- Curatorial intervention in the Archaeology department
- Online exhibition of Martin West collection
- Annex Residency Programme
- Health sciences turns 100
- Imperfect librarian
- Artist in Residence: Mark Dion
- Context
- UCT engineers help make medical history
- Threshold
- Centenary celebration of Hiddingh Hall library
- Historic Hiddingh Campus
- Visual Practices Across the University - a lecture by James Elkins
- The Michaelis Galleries
- A Conversation with the Bolus Collection: Science, sensibility, sensuality
- Synechdoche, Upstairs Gallery
- Kimberlite collection
- Irma Stern museum
- UCT works of art collection
- Dialogue at the Dogwatch
- 1:nineteen
- Pathology learning centre
- Forensic pathology slides
- Five: 20 – Operas made in South Africa
- M.R. Drennan anatomy museum
- Centre for popular memory
- The Bolus herbarium and library
- P.D Hahn - Chemical Engineering building
- Rare books & special collections
- Curiosity CLXXV
- AIDS archive at UCT
- Zamani project - Lalibela
- The digital Bleek and Lloyd
- Lydenburg heads
- Face value
- Kirby collection
- Similitude
- Teaching sociology with images
- Physics collection of demonstration models and Dem Online website
- Made in translation
- Subtle thresholds
1. a. Rom. Antiq. A subterranean sepulchre, having in its walls niches or holes for cinerary urns; also one of these niches or recesses.

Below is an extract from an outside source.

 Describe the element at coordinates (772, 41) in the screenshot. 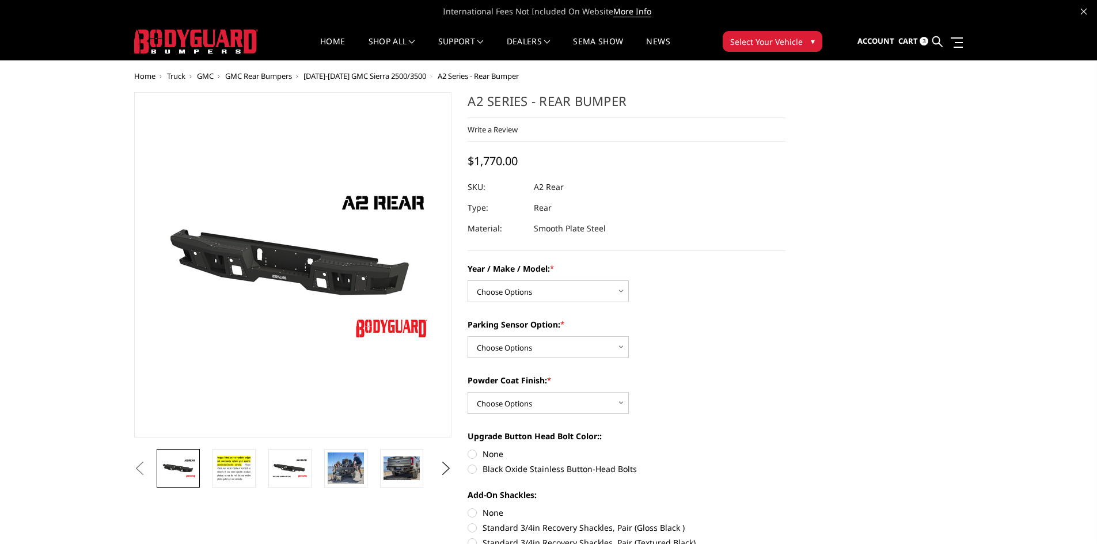

I see `button: Select Your Vehicle` at that location.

b. A similar structure in a modern crematorium.
2. A pigeon-house, dove-cote; a pigeon-hole.
3. A hole left in a wall for the insertion of the end of a beam.
Imperfect Librarian: 12 - 26 March 2012 at the Michaelis Galleries
Clare Butcher
Andrew Putter
Jessica Brown
Joanne Bloch
Brenton Maart
George Mahashe
Jon Whidden
Presenting works-in-progress that have been developed over the past year, the group enters into 'the library' a set of unorthodox practices and materials which challenge the notion of archival practice. Taking its title from Jorges Luis Borges's short story, Library of Babel, the exhibition reflects on the unusual research paths, unruly classificatory systems and multiple dimensions operational in the production of history.

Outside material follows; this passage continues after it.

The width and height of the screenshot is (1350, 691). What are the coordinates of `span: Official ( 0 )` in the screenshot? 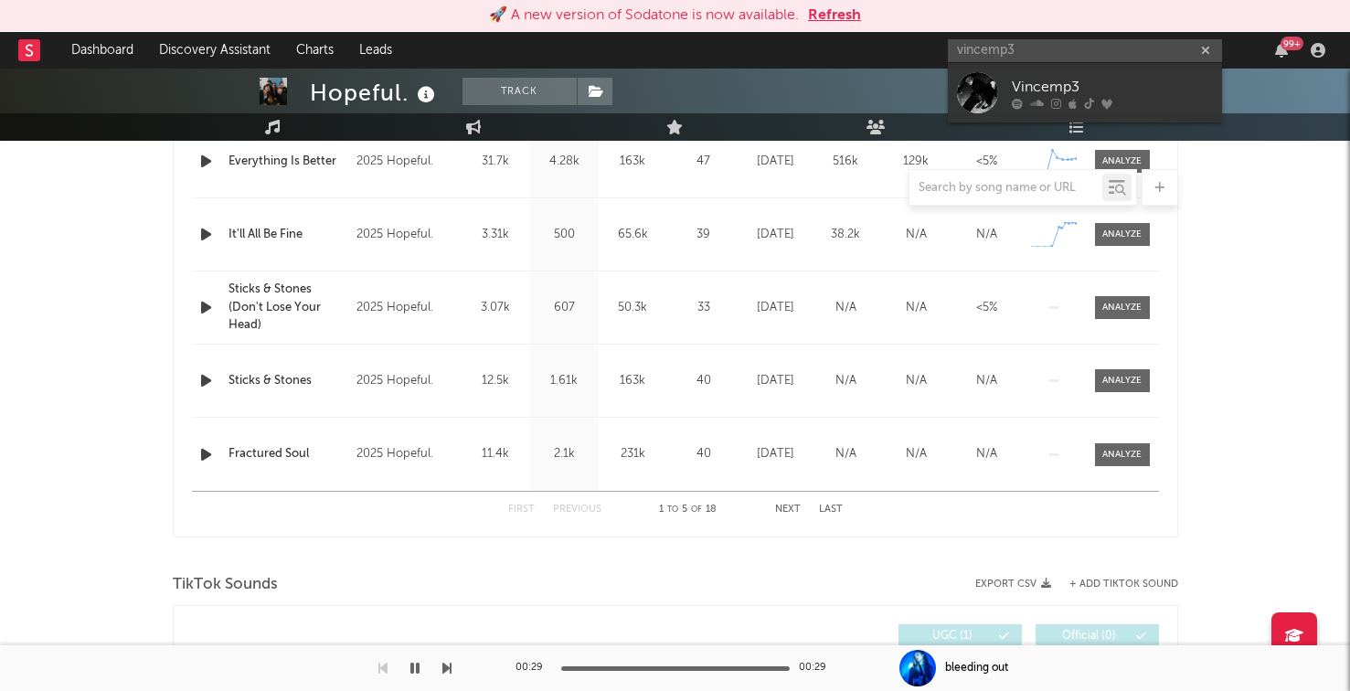 It's located at (1090, 636).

'What we hope you find as you meander through the maze of this exhibition is a set of care-full responses, manoeuvres, unfaithful facsimiles and commentaries upon commentaries which expose the support structures of history - the moments we catch sight of ourselves in the archive's mirror', reads the exhibition text.

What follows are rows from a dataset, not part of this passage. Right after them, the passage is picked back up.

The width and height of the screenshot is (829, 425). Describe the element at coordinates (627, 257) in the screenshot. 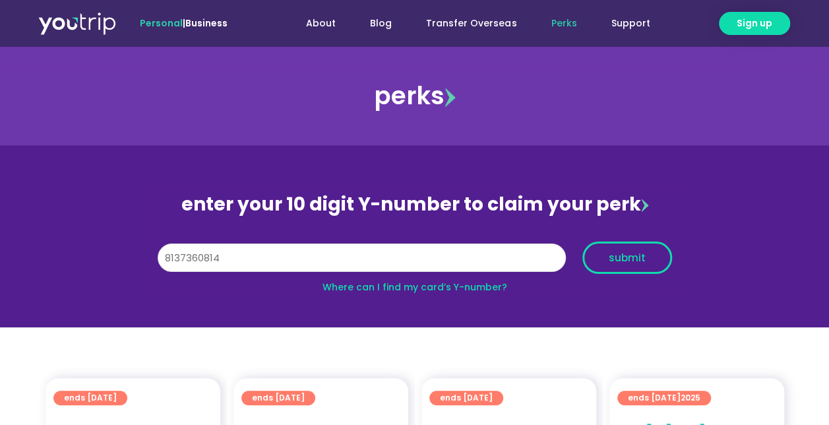

I see `button: submit` at that location.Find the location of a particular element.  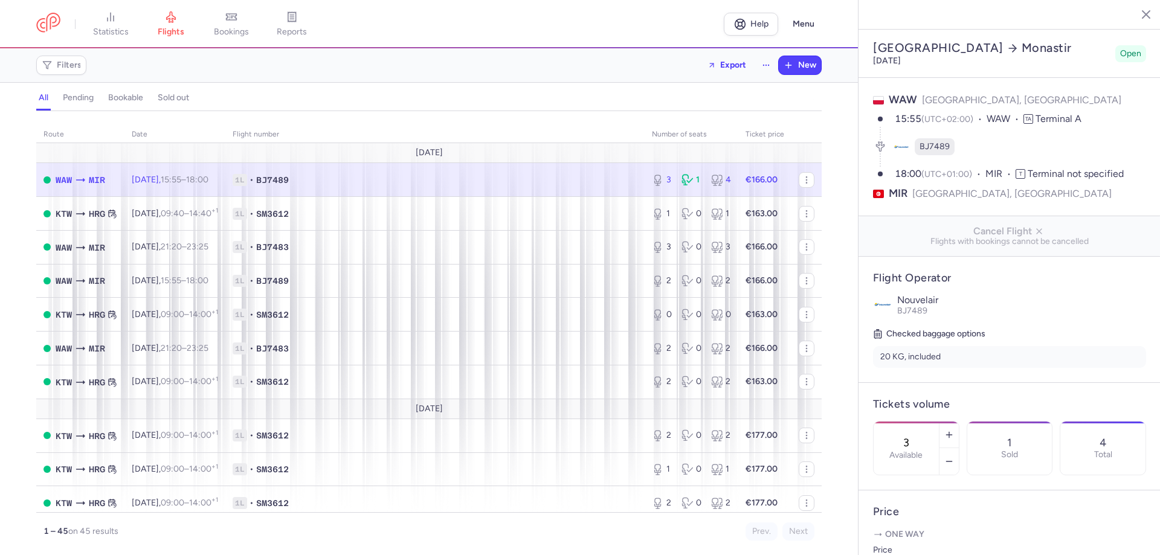

strong: 1 – 45 is located at coordinates (56, 531).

Curator Clare Butcher's research focuses on the history of curating contemporary art in South Africa, beginning with a case study from an international exhibition exchange between Britain and South Africa in 1948. By foregrounding some of the usually unseen logistics and logics at play in the making of a contemporary art show, Butcher seeks to raise awareness of the historical mechanisms used to display 'the spirit of the now'.
Images from the exhibition.
More about the exhibition and the publication here.